Kendrick Say Drake
Where it came from
From Kendrick Lamar's Super Bowl LIX halftime show on February 9, 2025, when he performed "Not Like Us," his diss track aimed at Drake. The screengrab is the grin he flashes at the camera right on the "say, Drake" line.
Kendrick stares dead into the camera and breaks into a wide, knowing grin right as he's about to say Drake's name on national TV. It's not a happy smile. It's the smile of a man who knows he's getting away with something and is savoring every second of it. You use the screengrab whenever you've won a petty argument, landed a clean dig, or are about to say the one thing the other person really doesn't want said. The caption is usually just whatever you're being smug about.

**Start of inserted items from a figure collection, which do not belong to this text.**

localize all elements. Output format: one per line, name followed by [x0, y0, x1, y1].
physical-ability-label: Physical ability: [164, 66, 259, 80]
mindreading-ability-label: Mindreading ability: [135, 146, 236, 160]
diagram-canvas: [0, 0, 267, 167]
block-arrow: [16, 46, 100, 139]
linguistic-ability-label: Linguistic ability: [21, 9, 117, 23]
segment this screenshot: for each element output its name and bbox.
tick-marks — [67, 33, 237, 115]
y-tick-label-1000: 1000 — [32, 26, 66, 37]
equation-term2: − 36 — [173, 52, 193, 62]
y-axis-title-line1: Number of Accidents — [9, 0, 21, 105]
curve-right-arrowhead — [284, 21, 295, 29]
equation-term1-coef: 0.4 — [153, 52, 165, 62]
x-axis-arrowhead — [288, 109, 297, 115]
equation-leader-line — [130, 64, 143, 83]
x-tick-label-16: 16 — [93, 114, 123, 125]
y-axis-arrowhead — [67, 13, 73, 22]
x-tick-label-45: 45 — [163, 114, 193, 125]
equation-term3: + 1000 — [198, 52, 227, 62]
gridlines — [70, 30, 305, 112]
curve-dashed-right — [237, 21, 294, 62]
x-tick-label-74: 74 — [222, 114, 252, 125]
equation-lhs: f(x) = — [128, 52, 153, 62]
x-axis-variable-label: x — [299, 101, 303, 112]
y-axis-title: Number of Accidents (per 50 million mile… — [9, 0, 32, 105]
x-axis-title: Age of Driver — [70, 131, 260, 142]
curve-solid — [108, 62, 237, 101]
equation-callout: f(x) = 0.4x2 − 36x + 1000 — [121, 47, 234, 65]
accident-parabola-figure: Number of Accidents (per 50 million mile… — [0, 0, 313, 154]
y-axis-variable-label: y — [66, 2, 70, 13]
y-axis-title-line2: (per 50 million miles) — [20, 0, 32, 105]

The context makes it. He performed a song calling another man a "certified pedophile" during the most-watched Super Bowl ever, looked right down the lens, and beamed about it. That specific frame got clipped within minutes and became the reaction shot for any "I am being so normal about this victory" moment. It traveled well past rap fans because the expression reads instantly even if you have no idea who Drake is.
It was everywhere through the spring of 2025 and has cooled off since — the kind of reference that's still legible but feels stamped to a specific moment. People still drop it, but mostly when the beef itself is back in the news. Give it another year and it's a "remember when" rather than a default reaction.